> Dataset excerpts
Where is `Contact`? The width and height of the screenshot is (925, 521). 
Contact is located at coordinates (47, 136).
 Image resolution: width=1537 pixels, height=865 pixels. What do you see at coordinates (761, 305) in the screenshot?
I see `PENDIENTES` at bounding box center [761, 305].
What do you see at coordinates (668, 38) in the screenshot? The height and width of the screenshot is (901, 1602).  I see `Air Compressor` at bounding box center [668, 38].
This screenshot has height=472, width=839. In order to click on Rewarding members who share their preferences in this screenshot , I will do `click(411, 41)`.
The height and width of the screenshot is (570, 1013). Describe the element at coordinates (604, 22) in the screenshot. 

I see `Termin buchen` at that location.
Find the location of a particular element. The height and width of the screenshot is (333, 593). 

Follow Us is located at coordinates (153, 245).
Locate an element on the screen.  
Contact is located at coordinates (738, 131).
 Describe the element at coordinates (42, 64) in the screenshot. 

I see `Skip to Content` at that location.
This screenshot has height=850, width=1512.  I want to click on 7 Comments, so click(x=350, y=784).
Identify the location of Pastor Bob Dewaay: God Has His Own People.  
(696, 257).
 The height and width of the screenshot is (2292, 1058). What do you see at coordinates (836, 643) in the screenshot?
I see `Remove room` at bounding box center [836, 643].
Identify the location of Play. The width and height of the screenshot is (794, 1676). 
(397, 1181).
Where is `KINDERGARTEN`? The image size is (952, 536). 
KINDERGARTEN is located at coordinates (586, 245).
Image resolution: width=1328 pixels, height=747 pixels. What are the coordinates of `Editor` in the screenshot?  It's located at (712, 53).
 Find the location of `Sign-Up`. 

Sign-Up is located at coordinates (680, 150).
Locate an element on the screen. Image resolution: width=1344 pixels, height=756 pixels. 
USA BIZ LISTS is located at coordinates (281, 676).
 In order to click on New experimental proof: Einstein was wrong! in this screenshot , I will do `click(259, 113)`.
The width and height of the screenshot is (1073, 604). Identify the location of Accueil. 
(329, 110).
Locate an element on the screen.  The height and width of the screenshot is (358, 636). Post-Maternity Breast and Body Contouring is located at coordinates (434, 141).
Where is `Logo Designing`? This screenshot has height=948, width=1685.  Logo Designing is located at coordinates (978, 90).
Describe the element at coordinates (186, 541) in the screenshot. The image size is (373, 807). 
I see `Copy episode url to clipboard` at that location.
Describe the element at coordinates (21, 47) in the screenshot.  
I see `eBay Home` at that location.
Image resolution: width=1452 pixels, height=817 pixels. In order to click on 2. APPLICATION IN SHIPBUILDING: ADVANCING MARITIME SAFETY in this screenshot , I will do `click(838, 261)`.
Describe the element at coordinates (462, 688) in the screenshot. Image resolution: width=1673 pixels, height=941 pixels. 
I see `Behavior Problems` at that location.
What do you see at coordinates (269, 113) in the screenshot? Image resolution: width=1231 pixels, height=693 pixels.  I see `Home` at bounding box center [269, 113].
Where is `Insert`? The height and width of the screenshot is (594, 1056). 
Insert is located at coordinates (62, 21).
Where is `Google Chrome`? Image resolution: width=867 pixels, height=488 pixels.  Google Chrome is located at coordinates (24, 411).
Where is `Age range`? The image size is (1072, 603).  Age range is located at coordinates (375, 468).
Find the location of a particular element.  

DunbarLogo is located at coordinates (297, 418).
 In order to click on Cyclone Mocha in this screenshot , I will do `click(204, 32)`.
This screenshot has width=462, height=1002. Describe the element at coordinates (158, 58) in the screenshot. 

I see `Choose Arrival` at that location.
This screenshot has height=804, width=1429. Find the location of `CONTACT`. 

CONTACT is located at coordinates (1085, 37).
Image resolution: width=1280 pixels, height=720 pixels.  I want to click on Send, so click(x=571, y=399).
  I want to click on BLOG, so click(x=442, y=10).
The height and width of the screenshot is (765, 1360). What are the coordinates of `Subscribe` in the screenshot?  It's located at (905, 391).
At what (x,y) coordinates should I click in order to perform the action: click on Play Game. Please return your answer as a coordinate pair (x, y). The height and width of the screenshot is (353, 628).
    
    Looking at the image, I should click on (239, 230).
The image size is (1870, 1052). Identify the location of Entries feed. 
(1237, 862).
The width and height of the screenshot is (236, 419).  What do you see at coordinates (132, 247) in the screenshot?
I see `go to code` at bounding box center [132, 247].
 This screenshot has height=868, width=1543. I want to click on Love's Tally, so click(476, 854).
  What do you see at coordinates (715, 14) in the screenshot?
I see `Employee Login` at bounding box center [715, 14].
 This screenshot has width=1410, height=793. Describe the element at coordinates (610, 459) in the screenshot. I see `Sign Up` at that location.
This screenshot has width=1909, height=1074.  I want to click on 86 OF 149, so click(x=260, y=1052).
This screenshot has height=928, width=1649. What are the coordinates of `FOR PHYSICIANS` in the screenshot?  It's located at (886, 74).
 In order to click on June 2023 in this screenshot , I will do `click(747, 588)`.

> Description of the task
Once you have read the records, repeat them all exactly.

> Expected answer
Where is `Contact`? The width and height of the screenshot is (925, 521). 
Contact is located at coordinates (47, 136).
 Image resolution: width=1537 pixels, height=865 pixels. What do you see at coordinates (761, 305) in the screenshot?
I see `PENDIENTES` at bounding box center [761, 305].
What do you see at coordinates (668, 38) in the screenshot? The height and width of the screenshot is (901, 1602).  I see `Air Compressor` at bounding box center [668, 38].
This screenshot has height=472, width=839. In order to click on Rewarding members who share their preferences in this screenshot , I will do `click(411, 41)`.
The height and width of the screenshot is (570, 1013). Describe the element at coordinates (604, 22) in the screenshot. 

I see `Termin buchen` at that location.
Find the location of a particular element. The height and width of the screenshot is (333, 593). 

Follow Us is located at coordinates (153, 245).
Locate an element on the screen.  
Contact is located at coordinates (738, 131).
 Describe the element at coordinates (42, 64) in the screenshot. 

I see `Skip to Content` at that location.
This screenshot has height=850, width=1512.  I want to click on 7 Comments, so click(x=350, y=784).
Identify the location of Pastor Bob Dewaay: God Has His Own People.  
(696, 257).
 The height and width of the screenshot is (2292, 1058). What do you see at coordinates (836, 643) in the screenshot?
I see `Remove room` at bounding box center [836, 643].
Identify the location of Play. The width and height of the screenshot is (794, 1676). 
(397, 1181).
Where is `KINDERGARTEN`? The image size is (952, 536). 
KINDERGARTEN is located at coordinates (586, 245).
Image resolution: width=1328 pixels, height=747 pixels. What are the coordinates of `Editor` in the screenshot?  It's located at (712, 53).
 Find the location of `Sign-Up`. 

Sign-Up is located at coordinates (680, 150).
Locate an element on the screen. Image resolution: width=1344 pixels, height=756 pixels. 
USA BIZ LISTS is located at coordinates (281, 676).
 In order to click on New experimental proof: Einstein was wrong! in this screenshot , I will do `click(259, 113)`.
The width and height of the screenshot is (1073, 604). Identify the location of Accueil. 
(329, 110).
Locate an element on the screen.  The height and width of the screenshot is (358, 636). Post-Maternity Breast and Body Contouring is located at coordinates (434, 141).
Where is `Logo Designing`? This screenshot has height=948, width=1685.  Logo Designing is located at coordinates (978, 90).
Describe the element at coordinates (186, 541) in the screenshot. The image size is (373, 807). 
I see `Copy episode url to clipboard` at that location.
Describe the element at coordinates (21, 47) in the screenshot.  
I see `eBay Home` at that location.
Image resolution: width=1452 pixels, height=817 pixels. In order to click on 2. APPLICATION IN SHIPBUILDING: ADVANCING MARITIME SAFETY in this screenshot , I will do `click(838, 261)`.
Describe the element at coordinates (462, 688) in the screenshot. Image resolution: width=1673 pixels, height=941 pixels. 
I see `Behavior Problems` at that location.
What do you see at coordinates (269, 113) in the screenshot? Image resolution: width=1231 pixels, height=693 pixels.  I see `Home` at bounding box center [269, 113].
Where is `Insert`? The height and width of the screenshot is (594, 1056). 
Insert is located at coordinates (62, 21).
Where is `Google Chrome`? Image resolution: width=867 pixels, height=488 pixels.  Google Chrome is located at coordinates (24, 411).
Where is `Age range`? The image size is (1072, 603).  Age range is located at coordinates (375, 468).
Find the location of a particular element.  

DunbarLogo is located at coordinates (297, 418).
 In order to click on Cyclone Mocha in this screenshot , I will do `click(204, 32)`.
This screenshot has width=462, height=1002. Describe the element at coordinates (158, 58) in the screenshot. 

I see `Choose Arrival` at that location.
This screenshot has height=804, width=1429. Find the location of `CONTACT`. 

CONTACT is located at coordinates (1085, 37).
Image resolution: width=1280 pixels, height=720 pixels.  I want to click on Send, so click(x=571, y=399).
  I want to click on BLOG, so click(x=442, y=10).
The height and width of the screenshot is (765, 1360). What are the coordinates of `Subscribe` in the screenshot?  It's located at (905, 391).
At what (x,y) coordinates should I click in order to perform the action: click on Play Game. Please return your answer as a coordinate pair (x, y). The height and width of the screenshot is (353, 628).
    
    Looking at the image, I should click on (239, 230).
The image size is (1870, 1052). Identify the location of Entries feed. 
(1237, 862).
The width and height of the screenshot is (236, 419).  What do you see at coordinates (132, 247) in the screenshot?
I see `go to code` at bounding box center [132, 247].
 This screenshot has height=868, width=1543. I want to click on Love's Tally, so click(476, 854).
  What do you see at coordinates (715, 14) in the screenshot?
I see `Employee Login` at bounding box center [715, 14].
 This screenshot has width=1410, height=793. Describe the element at coordinates (610, 459) in the screenshot. I see `Sign Up` at that location.
This screenshot has width=1909, height=1074.  I want to click on 86 OF 149, so click(x=260, y=1052).
This screenshot has height=928, width=1649. What are the coordinates of `FOR PHYSICIANS` in the screenshot?  It's located at (886, 74).
 In order to click on June 2023 in this screenshot , I will do `click(747, 588)`.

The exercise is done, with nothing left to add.